Kennedy's point is that conference losses have disproportionately affected the SEC's top-tier teams in a negative way on the national level, and it circles back to the respect angle. If voters or the selection committee do not value the overall product, then any surprise result or upset, even if it comes on the road on a last-second shot (as Kennedy's 2012-13 reference point did, an Ole Miss loss to South Carolina), could cause substantial damage to the resumes of potential tourney teams.

Calipari referenced his own team's struggles in conference play last season, getting swept by both Arkansas and Florida before the Wildcats navigated their way to the national title game: "It doesn't make us bad, it makes them really good."

The lack-of-depth issue is not a complete fabrication, though. With all the talk of restructuring non-conference slates and changing the perception, the league as a whole simply needs to play better basketball. It ranked sixth among the major conferences in Ken Pomeroy's efficiency rankings -- behind the Big Ten, Big 12, ACC, Pac-12 and Big East, respectively -- and played arguably the slowest, least efficient style of play among the major conferences in league play. All of this comes despite placing three teams (Kentucky, Florida and Tennessee) in the top 11 of overall efficiency by season's end. SEC teams fell off the map from there: Arkansas and LSU finished in the 50s, Georgia and Missouri in the 70s and on down to Auburn at No. 129 and, lastly, Mississippi State at No. 208.

There are 351 Division I teams, but with so few at-large bids that's not a successful formula.
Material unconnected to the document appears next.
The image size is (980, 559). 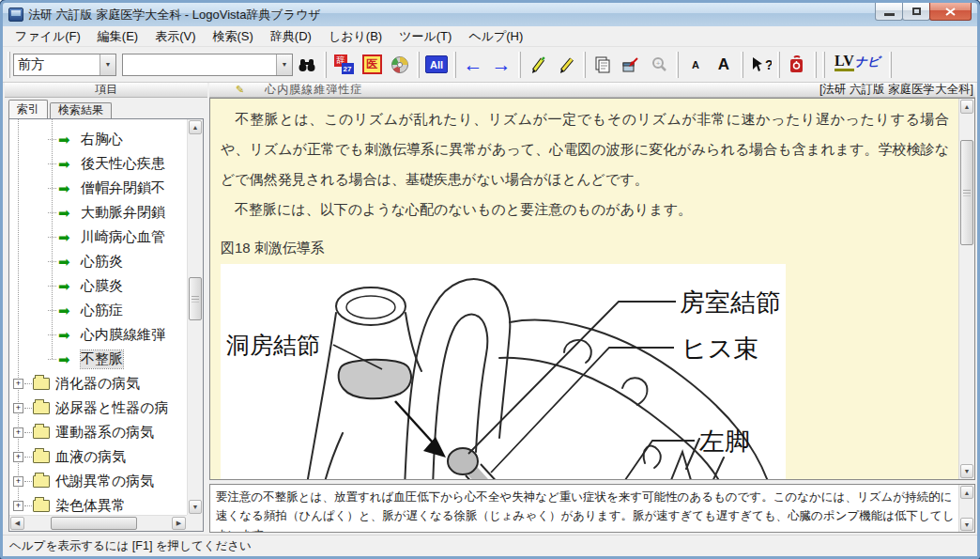 I want to click on zoom-button: +, so click(x=659, y=65).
In terms of top talent, SEC schools outside of Kentucky and Florida have finished in Scout's top-25 of a respective class's recruiting rankings just four times in the past three years (although Texas A&M is making waves with the No. 2-ranked '15 class nationally at the moment). Top prospects are scattered throughout -- Arkansas forward Bobby Portis and LSU's Jarell Martin come to mind -- but there's a concentration of talent in Lexington and Gainesville, for obvious reasons.

Tweaking the non-conference scheduling will not fix everything, especially not in a complete vacuum. Changing this national label will be an all-inclusive affair: talent acquisition and development, aggressive scheduling and an improvement in the quality of the product on the court.

There is no clear No. 3 in the SEC right now, but there is overt hope for the middle of the pack. The conference is setting its realistic sights on five bids in the 2015 NCAA Tournament, with Kennedy and others stating the goal is to eventually place at least seven annually. That scenario looks like it's a few years away. For now, the SEC is defending its own and banking on a highly visible schedule and a new network to help bring a greater sense of relevance in the national picture -- and, in turn, the larger paydays that would follow.

"Outsiders, they're not playing against those teams every night. So they don't know how tough those teams are, they don't know how good they are," Florida guard Michael Frazier II, a preseason All-SEC selection, said. "Just because we win doesn't mean it wasn't a good game or a it wasn't a tough game. They just see the W. They don't see the full body of work of it. By no means is this league an easy league. I think it's a very good league, one of the top leagues in the country."